Garbage Collection for Newbies
I recently made contact with a friend I worked with 5 years ago on a project to start a new line of business for an internet cafe. He worked on the specifiec hardware requir4d for this while I wrote the software for the hardware, and the software the client would use to run their new business. The result was that we were both employed by the company to maintain and further develop this system. During this period I began to teachhim to write code in .NET and for some reason I was unsuccessful in explaining the garbage collector to him. No matter what real-world example I used.
On one occasion, we went to a small restaurant
for lunch as we did once a week to discuss the project and other plans we had.
This restaurant was virtually unknown because you had to go into a super
market and up to the second floor to get to it. Once there, you would stand in
line, make an order by the counter, pay, get your food, find a free table, eat
and leave. It was hardly ever full so this model worked quite well.
On this particular occasion however, we found it
packed, and after getting our food we had to wait a few minutes before finding
a free table. As we finished eating, we spoke of some example programs he had
been looking at, one of which explicitly invoked the garbage collector using
GC.Collect(). As I began to explain this, a cleaning lady quickly came and took
our plates and went over to clean them so they could be used for someone else’s
meals.
This was the break I needed. I then explained to
him the GC was much like this cleaning lady. She is there all the time though
we are usually unaware of her presence. We often finish our meals (set
variables to Nothing or null) and leave before she begins her work. On any
given day, we cannot determine at what point she will collect the empty or
abandoned plates from the tables for cleaning.
Someone higher up the food chain may instruct
her to start cleaning (explicitly invoking a collection using GC.Collect) and
we may be there to witness it, or not. When memory availability is low due to
some memory intense process, (restaurant is busy and all plates are in use),
the GC may scramble to reclaim memory used by unreferenced objects to allow
other processes to use the memory without having to hunt for it. This is just
what we had witnessed. Most of the plates were in use. People were sharing
tables (we had two strangers on ours) just to avoid eating on their feet. This wasn’t
helped by the fact that about 20 people were still waiting in line to get their
meals.
Any free plates and tables needed to be
reclaimed as quickly as possible to avoid people having to eat on dirty tables;
I won’t even consider dirty plates. The cleaning lady had to be on hand this
time and kept going round the dining area picking up any empty plates she could,
even if the people were still at the table and she would also clean the tables
as soon as they were freed.
This isn’t the best explanation in the world,
but it was enough to get the concept across to someone who didn’t understand “how
we use” the garbage collector. And I have employed it a number of times since I
encounter a lot of people starting out in .NET who think they have to use the
garbage collector, and wonder when it is best to do so.
The GC is something the .NET runtime will manage
for us and w never have to (at least we hardly ever have to) invoke it ourselves.
It has 3 generations with long running objects occupying the higher generations
which are collected less frequently. When our applications stop executing (are
terminated/unloaded) all the memory they were using is collected. We can also
sometimes submit specific objects ourselves by calling Dispose on IDisposable objects
(restaurant equivalent is handing in our plates at the cleaning sink for
cleaning). I must note that the GC doesn’t dispose these objects, they free any
resources they were using themselves and then tell the GC to ignore them when
collecting dead objects.
I just touched on this subject lightly and if you want a more detailed discussion to the technical aspects, here are a couple of links;
I hope this helps a little more than a few newbies. Happy coding.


■ What you should do ■
In the data, find each line where the word "will" appears and list that line.

Records for the exercise section start

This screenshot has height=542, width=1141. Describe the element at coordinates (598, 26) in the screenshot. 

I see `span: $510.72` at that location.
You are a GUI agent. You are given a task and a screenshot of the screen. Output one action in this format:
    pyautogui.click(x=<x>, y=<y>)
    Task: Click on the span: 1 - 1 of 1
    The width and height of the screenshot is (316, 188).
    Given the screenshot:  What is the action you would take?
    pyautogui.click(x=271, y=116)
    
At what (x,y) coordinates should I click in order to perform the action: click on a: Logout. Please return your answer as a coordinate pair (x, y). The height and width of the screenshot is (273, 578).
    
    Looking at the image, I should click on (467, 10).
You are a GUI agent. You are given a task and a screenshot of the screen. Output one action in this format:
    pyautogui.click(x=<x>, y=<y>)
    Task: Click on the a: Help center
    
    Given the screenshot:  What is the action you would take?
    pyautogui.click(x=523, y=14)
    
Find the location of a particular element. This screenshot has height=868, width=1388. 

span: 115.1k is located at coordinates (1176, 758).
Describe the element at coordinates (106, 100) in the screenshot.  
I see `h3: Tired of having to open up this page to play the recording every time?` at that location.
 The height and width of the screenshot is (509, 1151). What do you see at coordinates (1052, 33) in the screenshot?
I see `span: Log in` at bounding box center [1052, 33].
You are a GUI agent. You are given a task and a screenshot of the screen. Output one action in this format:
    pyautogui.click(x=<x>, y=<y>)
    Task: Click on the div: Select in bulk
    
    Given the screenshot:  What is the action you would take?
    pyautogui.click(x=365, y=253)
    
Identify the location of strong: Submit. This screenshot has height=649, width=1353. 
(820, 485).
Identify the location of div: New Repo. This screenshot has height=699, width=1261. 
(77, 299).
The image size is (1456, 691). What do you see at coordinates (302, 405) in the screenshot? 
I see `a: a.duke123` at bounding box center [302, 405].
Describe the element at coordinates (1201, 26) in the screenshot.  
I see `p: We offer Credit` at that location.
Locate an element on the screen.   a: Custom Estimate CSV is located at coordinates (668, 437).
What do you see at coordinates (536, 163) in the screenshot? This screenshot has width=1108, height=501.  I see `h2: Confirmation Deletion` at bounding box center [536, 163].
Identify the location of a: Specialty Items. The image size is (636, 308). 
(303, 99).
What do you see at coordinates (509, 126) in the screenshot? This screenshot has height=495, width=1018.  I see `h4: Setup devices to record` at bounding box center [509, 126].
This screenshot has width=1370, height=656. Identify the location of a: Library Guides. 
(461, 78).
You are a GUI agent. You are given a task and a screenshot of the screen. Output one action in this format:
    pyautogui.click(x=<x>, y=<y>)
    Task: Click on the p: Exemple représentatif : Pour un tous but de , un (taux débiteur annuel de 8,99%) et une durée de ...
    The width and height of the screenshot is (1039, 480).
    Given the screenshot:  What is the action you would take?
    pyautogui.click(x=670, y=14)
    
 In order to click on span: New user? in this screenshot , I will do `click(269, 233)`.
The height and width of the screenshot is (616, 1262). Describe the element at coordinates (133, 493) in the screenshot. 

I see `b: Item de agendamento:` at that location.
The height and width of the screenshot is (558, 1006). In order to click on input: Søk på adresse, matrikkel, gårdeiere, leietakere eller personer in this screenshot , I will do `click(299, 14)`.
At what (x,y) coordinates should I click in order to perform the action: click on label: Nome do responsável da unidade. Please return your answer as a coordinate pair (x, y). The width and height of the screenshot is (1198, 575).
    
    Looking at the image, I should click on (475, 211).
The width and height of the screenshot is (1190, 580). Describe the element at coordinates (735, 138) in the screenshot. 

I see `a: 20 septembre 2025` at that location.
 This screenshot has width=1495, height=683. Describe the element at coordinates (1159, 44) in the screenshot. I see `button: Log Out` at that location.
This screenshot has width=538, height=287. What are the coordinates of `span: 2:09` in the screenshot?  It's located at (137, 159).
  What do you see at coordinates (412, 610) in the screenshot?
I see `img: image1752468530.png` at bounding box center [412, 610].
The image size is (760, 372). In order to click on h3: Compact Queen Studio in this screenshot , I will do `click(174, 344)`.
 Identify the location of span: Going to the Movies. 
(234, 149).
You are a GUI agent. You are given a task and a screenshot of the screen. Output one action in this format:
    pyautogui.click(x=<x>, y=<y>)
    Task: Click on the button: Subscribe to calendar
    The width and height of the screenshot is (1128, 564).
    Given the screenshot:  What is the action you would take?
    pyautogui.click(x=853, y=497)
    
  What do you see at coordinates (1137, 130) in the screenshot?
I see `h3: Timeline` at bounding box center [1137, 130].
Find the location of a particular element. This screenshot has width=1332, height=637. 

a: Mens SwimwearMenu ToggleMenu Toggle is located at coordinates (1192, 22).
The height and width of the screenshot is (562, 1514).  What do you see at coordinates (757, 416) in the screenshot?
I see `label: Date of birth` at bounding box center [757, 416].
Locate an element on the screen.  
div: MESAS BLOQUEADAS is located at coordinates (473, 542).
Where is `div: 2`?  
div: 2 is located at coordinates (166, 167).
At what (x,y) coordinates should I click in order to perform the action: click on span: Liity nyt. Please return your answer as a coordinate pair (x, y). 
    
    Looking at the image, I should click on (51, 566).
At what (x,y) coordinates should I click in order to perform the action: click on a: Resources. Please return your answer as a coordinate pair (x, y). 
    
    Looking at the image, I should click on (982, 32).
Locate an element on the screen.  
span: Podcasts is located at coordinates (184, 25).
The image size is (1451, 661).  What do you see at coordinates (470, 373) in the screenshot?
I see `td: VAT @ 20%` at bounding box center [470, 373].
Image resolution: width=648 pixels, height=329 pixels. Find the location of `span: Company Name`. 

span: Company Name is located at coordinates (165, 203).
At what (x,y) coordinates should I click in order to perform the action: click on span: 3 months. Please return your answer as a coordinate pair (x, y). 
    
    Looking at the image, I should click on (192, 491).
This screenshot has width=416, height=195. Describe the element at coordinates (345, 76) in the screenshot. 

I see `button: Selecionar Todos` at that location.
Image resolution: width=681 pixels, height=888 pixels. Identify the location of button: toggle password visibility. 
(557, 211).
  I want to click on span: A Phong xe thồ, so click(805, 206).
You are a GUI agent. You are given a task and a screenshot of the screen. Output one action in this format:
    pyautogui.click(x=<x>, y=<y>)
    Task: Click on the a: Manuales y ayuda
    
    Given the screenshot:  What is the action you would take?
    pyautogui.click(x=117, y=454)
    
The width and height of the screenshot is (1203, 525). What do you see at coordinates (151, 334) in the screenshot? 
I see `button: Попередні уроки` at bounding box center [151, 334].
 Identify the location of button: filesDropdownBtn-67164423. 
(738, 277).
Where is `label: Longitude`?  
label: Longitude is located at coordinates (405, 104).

Records for the exercise section end

■ Written solution ■
 In order to click on span: New user? in this screenshot , I will do `click(269, 233)`.
The height and width of the screenshot is (558, 1006). In order to click on input: Søk på adresse, matrikkel, gårdeiere, leietakere eller personer in this screenshot , I will do `click(299, 14)`.
The image size is (760, 372). In order to click on h3: Compact Queen Studio in this screenshot , I will do `click(174, 344)`.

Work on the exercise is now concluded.